The house, Witham Place, must have been built soon afterward as there is a reference in 1556 to a large mansion 'lately erected'. After some changing of hands, Abbot's and a building called 'Petworths' was sold to Judge John Southcote around 1575. The Southcotes owned it for more than two hundred years but did not live there continuously. They were Catholics and Royalists and the house was sacked by parliamentarian forces in 1648. In 1755 The property was let on a long building lease to Lord Stourton, who made additions to the house and grounds.
In the early 17th. century the tenant was probably Dame Katherine Barnardiston, who was influential in the parishioners' conflict with their Vicar around 1630. Her second husband was Sir Thomas Barnardiston of the Suffolk Puritan family, and her third was William Towse, M.P., and Town Clerk for Colchester.

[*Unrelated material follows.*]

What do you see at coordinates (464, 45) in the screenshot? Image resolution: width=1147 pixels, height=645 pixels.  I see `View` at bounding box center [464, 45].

Her will refers to a 'long gallery'. a 'painted chamber' and a 'matted gallery', helping to indicate the size of the house.
Up to the 17th century gardens were formal and geometrical. The new style in garden, park and landscape design was first introduced in 1719 when William Kent returned from a grand tour with vivid memories of Italian landscapes, Alpine crags and cascades, and ancient temples. These, with trees left to grow to their natural shape, soon became part of English garden landscape known as the 'Natural' school.

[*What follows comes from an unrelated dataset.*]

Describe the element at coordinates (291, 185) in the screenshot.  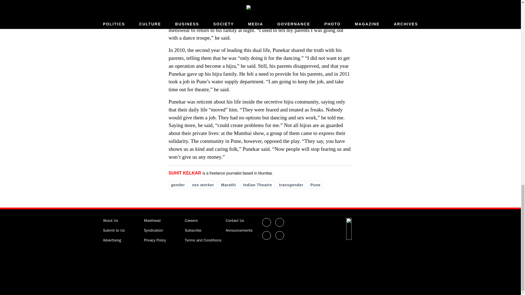
I see `transgender` at that location.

Philip Southcote, the fourth son of Sir Edward of Witham Place, married a dowager duchess with property in Chertsey in Surrey. He landscaped the 150 acre grounds which soon became known as "the first of the great landscape gardens created by the proprietors of taste". Philip Southcote's main contribution to landscape design was the inclusion of a belt of trees around the perimeter of the estate, he also gave emphasis to flowers, not only in the more formal gardens but also further out into the estate.
Capability Brown turned to design in 1746 when he was 30 years old. He adopted Kent's clumps of trees and Southcote's tree belt. With his good, though strict range, of ideas his flair for design and his bluff and hearty manner, he persuaded landowners throughout the land to commission him.

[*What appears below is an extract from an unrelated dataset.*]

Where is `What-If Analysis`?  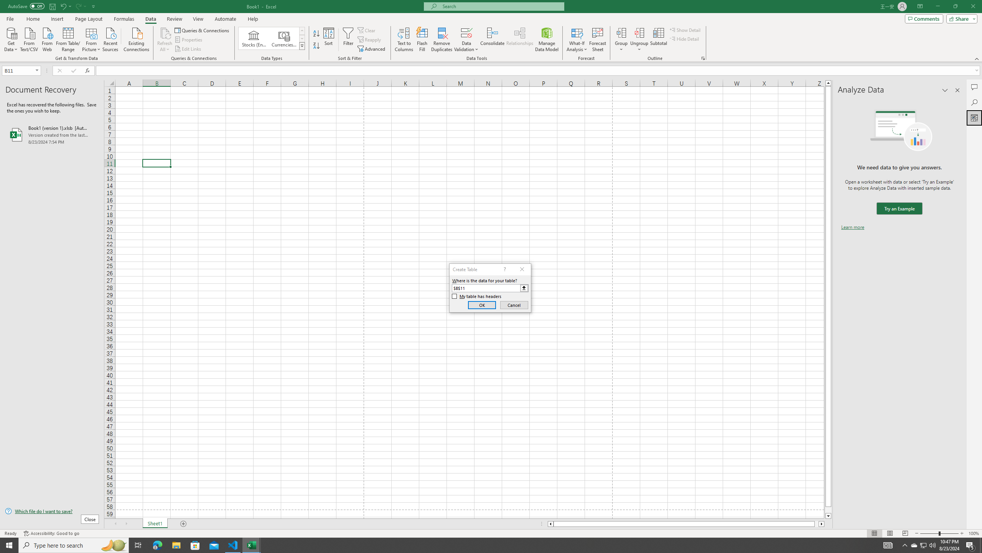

Philip Southcote was not a professional landscaper, his ferme ornee at Chertsey, soon became overgrown as did Dr. Sayer's parsonage at Witham. Horace Walpole's much quoted letter of 20/07/1749 - "Dr. Sayer's parsonage at Witham, which, with Soutcote's help. whose old Roman Catholic father lives just by him, he has made one of the most charming villas in England. There are sweet meadows falling down a hill, rising out on t' other side and the prettiest little winding stream you ever saw".
The mansion was now very extensive, at the turn of the 20th century William Bindon Blood (the local lawyer) said he could turn a 'coach and four' in what was the drawing room of the house, the foundations of which were still exposed at that time. The house also contained a Catholic Chapel. Lord Stourton died in 1781. His son sold the Witham Place Estate to John Bullock of Faulkboume Hall in 1800. He, in turn, sold Witham Place with the homefields, four acres, and Dick's Mead to Robert Bretnall, Miller. John Bullock added the rest of the estate, including Spa Field, to his Faulkboume estate. Dick's Mead was a field at the back of what is now Spring Lodge.
At this time a new Catholic chapel was built at the corner of the road to Powershall End and Highfields Road. Witham Place was then let to various people by the Bretnalls. For some years it was a boy's boarding school. It became run down and by 1848 the Essex Directory described it as a very extensive mansion but had been reduced to one third it's former magnitude though still a large residence but by then unoccupied. Fallen into disuse it was demolished about two years later. The trees were felled and the timber sold by auction "including two magnificent plane trees ... foreign oaks, cedars, tulip tree, acacias, and other valuable trees".
The land now holds a number of large houses behind the wall and council housing developed in the 1960/70s.